Friday, July 25, 2014

Leawood, Kansas, United States - The United Methodist Church of the Resurrection for Friday, 25 July 2014 "God's sons and daughters"

Leawood, Kansas, United States - The United Methodist Church of the Resurrection for Friday, 25 July 2014 "God's sons and daughters"
Daily Scripture:  Romans 8:12-14 So don’t you see that we don’t owe this old do-it-yourself life one red cent. There’s nothing in it for us, nothing at all. The best thing to do is give it a decent burial and get on with your new life. God’s Spirit beckons. There are things to do and places to go!
15-17 This resurrection life you received from God is not a timid, grave-tending life. It’s adventurously expectant, greeting God with a childlike “What’s next, Papa?” God’s Spirit touches our spirits and confirms who we really are. We know who he is, and we know who we are: Father and children. And we know we are going to get what’s coming to us—an unbelievable inheritance! We go through exactly what Christ goes through. If we go through the hard times with him, then we’re certainly going to go through the good times with him!
Reflection Questions:
Earlier in Romans, Paul drew images from criminal law, from the realm of accounting, and even from the laws governing death and inheritance. In these verses, he turned to the realm of the family to capture the essence of the community of grace God is creating. We are sons and daughters of God, adopted into God's family. We are heirs, right along with Christ. As such, we are brothers and sisters to one another—"family" in the best sense of the word.
Members of a military unit who've been through a lot together may refer to themselves as a "band of brothers." What do those words signal about their bond with each other? As you claim your identity as a new person in Christ, and view others through a Spirit-enhanced "lens," how is that transforming your relationships at home, at work, in your community and at church?
In verse 15, Paul contrasted "a spirit of slavery to lead you back again into fear" with God's loving adoption of us as sons and daughters. What factors have shaped your view of God as either a person we serve out of fear, or as a loving parent who wants what is best for us? If your life experience filled the word "father" with negative overtones, what images and relationships help you accept that God is love?
Today's Prayer:
God, I'm filled with awe that you really want me as a member of your family, as one of your beloved "kids." Help me to live in love and gratitude as a loyal family member. Amen.
Insight from Chris Folmsbee
Chris Folmsbee is Resurrection’s Director of Discipleship Ministries.  He is the author of several books, with an extensive background in applying principles of spiritual growth to real life. He, his wife Gina and their family have been attending Resurrection since 2008.
Late in my high school years I developed a friendship with a classmate who had recently moved into our community and began attending our school. He had moved around a lot, living in and out of New York City and splitting his time in what were called “Fresh-air Farms.” Fresh-air farms were farms in upstate NY where families would choose to receive a teenager or two from the inner city of NY. Sometimes the teens were placed in homes as a last resort due to juvenile mischief and even criminal activity. These families received other teens due to the state run foster care program, and still others due to tragic events such as the death or incarceration of parents.
I remember as a teen having mixed feelings about the fresh-air program.
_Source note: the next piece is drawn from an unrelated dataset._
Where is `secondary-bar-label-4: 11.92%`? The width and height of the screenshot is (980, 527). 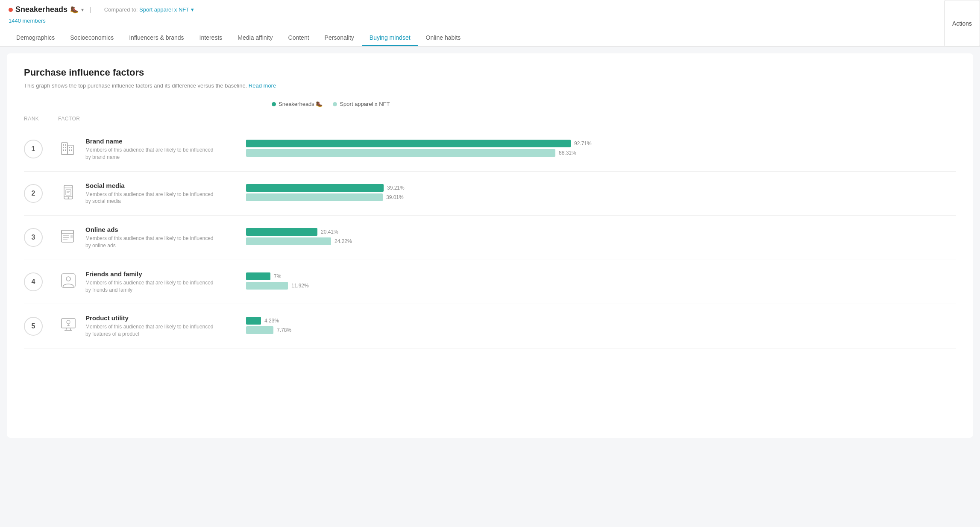
secondary-bar-label-4: 11.92% is located at coordinates (300, 286).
While our family never hosted a teen in the program we knew families in our church that did. I was never quite sure if the program worked until one day when this new friend of mine and I were in a conversation and I asked him, “So what is it like being a “fresh-air” kid?” “Are you kidding me?” my friend responded. “I absolutely love it. It’s like I get to start all over again. I’ve been accepted by a new family.” I don’t recall all of his exact words, but it went something like this, “They clothe me. They feed me. They give me work to do. They give me a safe place to live and they even take me on vacation with them! And the greatest part of all of it is they chose me to live with them even when they didn’t have to.”
This is what it is like to be adopted as sons and daughters of God. God has chosen, out of God’s very nature of permanent love, to receive us just as we are. Our reading from Romans 8:12-17 today makes it very clear that God has received us to be a part of God’s family. In this acceptance of us God gives us a new family narrative to live. In God’s expression of love we are redeemed out of the broken human family of oppression and waywardness, and received into a family of grace marked by freedom and righteousness. Through joining together with Christ we are received and given the responsibility and privilege to live faithfully and fruitfully into this new family, waiting the day when God’s blessing reaches its fullness.
If you were asked, in what ways would you describe your thankfulness for being adopted into God’s family as a son or daughter? In what ways are you presently living into your life changing adoption as a child of God? What three words would you use to describe your daily interactions with your Christian “brothers and sisters”?